One of the challenges in effective disaster recovery is being sufficiently well prepared. The temptation as surveys of organizations have shown is to assume that if a disaster does happen, then human resourcefulness and an effort of 110% will put things back to “right”. The problem with this attitude is that not everybody in an organisation will necessarily have this “gung-ho” attitude. While heroes are fighting the fires, other people stand idle and unproductive. Worse still, a syndrome starts with assumptions that disasters happen regularly, overall performance will always be degraded, and whether individual performance is good, bad or indifferent will not affect the general outcome. DR training can help improve the situation. But can you really train for things that haven’t yet happened?

Some lateral thinking suggests that instead of training in how to tackle future problems, you could also try to avoid them in the first place.
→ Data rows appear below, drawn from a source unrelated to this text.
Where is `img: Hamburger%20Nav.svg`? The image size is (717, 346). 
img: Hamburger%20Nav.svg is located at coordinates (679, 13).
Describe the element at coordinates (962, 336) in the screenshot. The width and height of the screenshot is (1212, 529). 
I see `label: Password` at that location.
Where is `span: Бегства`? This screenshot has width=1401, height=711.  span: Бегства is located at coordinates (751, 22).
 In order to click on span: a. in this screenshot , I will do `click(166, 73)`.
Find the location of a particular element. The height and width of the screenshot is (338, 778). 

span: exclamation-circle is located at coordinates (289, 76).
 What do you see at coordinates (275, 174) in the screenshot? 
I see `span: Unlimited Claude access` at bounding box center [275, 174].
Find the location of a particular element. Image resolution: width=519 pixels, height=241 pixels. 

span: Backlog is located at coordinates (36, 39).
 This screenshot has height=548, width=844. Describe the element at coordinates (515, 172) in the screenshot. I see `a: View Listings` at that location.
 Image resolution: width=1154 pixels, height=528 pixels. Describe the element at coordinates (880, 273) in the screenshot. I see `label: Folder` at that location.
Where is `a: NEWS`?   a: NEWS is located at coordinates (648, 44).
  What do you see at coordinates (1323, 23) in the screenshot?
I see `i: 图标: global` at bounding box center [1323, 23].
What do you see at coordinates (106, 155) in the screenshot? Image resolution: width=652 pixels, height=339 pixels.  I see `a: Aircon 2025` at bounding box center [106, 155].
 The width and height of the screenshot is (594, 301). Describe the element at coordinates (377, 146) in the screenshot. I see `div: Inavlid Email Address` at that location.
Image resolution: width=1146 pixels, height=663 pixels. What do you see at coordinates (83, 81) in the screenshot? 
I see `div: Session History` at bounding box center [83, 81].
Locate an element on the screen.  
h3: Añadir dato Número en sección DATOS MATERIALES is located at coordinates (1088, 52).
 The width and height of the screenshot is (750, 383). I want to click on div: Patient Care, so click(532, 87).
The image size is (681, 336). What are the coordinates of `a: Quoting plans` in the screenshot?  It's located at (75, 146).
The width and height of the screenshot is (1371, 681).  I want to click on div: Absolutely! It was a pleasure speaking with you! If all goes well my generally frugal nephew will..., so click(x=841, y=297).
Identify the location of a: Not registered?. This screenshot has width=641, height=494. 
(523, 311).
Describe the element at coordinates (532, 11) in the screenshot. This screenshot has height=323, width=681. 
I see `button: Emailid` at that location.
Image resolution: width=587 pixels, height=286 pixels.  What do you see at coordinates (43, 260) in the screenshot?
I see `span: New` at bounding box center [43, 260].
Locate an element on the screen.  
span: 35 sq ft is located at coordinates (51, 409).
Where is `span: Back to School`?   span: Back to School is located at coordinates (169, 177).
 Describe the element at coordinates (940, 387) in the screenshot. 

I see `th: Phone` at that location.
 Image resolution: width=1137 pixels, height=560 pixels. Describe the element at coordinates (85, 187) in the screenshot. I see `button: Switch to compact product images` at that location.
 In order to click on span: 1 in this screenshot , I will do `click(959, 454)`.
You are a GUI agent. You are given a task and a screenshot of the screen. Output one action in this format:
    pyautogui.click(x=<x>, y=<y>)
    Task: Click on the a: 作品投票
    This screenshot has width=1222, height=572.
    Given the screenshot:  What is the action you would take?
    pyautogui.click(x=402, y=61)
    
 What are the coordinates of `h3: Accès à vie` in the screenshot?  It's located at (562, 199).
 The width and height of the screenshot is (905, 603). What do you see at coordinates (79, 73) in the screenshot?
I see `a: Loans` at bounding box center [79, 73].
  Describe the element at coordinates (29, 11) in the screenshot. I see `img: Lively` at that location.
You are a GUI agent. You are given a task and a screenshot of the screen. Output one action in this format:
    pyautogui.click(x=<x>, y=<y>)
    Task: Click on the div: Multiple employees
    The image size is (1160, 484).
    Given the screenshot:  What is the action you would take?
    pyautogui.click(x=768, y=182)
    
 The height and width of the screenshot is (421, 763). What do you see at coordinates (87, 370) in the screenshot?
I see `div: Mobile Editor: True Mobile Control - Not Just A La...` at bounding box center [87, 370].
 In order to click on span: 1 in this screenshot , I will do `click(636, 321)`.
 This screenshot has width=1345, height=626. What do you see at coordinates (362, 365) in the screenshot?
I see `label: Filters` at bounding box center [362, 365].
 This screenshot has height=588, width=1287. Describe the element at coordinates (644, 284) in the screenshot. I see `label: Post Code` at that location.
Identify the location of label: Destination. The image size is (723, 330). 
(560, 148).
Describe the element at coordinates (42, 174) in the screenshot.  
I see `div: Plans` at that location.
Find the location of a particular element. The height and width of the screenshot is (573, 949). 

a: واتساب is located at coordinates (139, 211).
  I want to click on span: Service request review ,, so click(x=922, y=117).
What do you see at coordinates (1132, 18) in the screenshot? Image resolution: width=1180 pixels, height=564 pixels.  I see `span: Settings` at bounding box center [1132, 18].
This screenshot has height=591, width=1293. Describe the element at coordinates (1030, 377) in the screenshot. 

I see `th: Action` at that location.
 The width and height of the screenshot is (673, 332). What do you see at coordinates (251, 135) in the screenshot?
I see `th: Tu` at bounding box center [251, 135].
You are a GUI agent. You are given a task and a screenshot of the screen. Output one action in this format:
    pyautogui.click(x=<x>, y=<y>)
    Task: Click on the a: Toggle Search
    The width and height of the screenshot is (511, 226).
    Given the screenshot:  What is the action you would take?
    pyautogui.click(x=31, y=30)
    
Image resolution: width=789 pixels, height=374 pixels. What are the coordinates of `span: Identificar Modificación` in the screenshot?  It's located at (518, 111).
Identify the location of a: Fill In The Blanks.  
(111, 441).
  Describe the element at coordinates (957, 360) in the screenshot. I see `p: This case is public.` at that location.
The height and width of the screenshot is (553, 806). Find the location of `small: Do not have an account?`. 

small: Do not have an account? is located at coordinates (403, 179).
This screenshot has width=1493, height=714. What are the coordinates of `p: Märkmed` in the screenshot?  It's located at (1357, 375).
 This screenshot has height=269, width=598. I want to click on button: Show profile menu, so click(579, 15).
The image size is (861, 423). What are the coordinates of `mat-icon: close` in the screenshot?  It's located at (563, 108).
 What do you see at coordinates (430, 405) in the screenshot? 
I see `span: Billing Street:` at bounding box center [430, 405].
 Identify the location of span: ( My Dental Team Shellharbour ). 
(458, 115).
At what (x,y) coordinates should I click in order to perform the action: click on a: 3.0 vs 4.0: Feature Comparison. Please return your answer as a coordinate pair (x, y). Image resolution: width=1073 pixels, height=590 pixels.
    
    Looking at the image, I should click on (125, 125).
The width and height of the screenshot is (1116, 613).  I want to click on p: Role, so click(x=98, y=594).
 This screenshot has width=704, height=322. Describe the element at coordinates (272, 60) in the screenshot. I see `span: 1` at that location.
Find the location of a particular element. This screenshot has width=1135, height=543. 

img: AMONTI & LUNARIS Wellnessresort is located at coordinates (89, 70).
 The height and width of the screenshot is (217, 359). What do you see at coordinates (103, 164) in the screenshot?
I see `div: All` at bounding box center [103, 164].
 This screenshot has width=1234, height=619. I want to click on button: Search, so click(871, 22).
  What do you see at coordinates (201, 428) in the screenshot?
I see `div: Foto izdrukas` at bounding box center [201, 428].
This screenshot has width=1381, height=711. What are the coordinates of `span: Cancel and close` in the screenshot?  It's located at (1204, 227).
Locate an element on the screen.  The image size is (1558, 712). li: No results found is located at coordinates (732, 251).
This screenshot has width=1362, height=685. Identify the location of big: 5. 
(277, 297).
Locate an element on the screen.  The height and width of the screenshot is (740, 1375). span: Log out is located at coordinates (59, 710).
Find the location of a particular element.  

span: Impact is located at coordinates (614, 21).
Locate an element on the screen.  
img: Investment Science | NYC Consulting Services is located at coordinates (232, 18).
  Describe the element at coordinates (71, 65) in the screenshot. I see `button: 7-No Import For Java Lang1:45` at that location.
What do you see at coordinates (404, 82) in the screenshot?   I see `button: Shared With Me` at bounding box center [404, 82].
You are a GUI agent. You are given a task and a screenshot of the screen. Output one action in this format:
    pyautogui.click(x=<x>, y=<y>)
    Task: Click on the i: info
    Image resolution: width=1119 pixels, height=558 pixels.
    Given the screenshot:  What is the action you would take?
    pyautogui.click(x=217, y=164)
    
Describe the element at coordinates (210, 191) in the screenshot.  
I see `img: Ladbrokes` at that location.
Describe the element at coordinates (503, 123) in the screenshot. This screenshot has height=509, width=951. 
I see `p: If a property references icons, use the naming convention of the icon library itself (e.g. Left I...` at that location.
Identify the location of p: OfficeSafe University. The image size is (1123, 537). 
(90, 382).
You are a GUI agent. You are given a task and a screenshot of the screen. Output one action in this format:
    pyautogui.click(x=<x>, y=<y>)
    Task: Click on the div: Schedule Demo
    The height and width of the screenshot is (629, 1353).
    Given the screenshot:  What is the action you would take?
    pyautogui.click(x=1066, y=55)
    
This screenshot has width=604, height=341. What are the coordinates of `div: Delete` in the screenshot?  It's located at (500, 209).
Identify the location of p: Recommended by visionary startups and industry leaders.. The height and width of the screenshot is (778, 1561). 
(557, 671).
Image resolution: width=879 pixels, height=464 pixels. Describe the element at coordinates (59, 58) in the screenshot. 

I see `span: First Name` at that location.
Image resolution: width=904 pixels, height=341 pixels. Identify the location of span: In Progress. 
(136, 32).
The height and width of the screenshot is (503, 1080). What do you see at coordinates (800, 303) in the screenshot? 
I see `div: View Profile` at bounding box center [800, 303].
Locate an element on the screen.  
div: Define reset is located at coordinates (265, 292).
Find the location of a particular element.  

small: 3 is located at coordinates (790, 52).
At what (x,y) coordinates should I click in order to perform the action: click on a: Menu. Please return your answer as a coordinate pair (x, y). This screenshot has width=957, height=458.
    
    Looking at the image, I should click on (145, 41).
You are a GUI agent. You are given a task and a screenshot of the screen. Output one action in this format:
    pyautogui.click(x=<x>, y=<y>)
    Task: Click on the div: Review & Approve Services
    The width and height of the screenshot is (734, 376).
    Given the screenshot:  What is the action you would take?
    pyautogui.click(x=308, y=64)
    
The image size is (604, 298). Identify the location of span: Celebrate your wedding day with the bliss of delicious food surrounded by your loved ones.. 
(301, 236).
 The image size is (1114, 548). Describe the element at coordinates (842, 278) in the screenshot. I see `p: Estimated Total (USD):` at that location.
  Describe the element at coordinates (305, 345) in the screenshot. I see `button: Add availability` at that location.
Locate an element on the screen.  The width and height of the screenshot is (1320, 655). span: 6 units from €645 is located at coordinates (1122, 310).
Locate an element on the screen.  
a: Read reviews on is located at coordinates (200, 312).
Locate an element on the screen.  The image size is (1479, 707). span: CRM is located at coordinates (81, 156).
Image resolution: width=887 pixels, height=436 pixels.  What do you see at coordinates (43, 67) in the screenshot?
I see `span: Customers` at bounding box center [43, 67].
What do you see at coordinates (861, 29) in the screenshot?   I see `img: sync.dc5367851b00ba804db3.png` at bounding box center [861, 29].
Indeed, the best disaster recoveries are the ones you never have to do, the ones where disasters didn’t happen – because you took corresponding precautions or implemented preventative countermeasures. It’s the first part of any DR plan and an essential part of any DR training. Prevention is better than cure. Of course, unavoidable freak floods and terrorist scares with denial of employee access can still happen. However, for many enterprises, the main risk comes from IT installations where disaster recovery can even be automatically and affordably built into even modestly-dimensioned systems for small and medium businesses.

Training in preventive measures still needs to be completed with detective measures for uncovering unwanted events and corrective measures for restoring systems to working order after outages. That’s what makes DR training complete. It’s something that might have benefited a certain Captain E J Smith, who in 1907 described his forty or so years at sea as being “uneventful”; and on April 14, 1912, hit an iceberg in the ship of which he was in command – the HMS Titanic. Who knows, perhaps proper DR training in prevention, detection and correction at that time could have changed the course of history.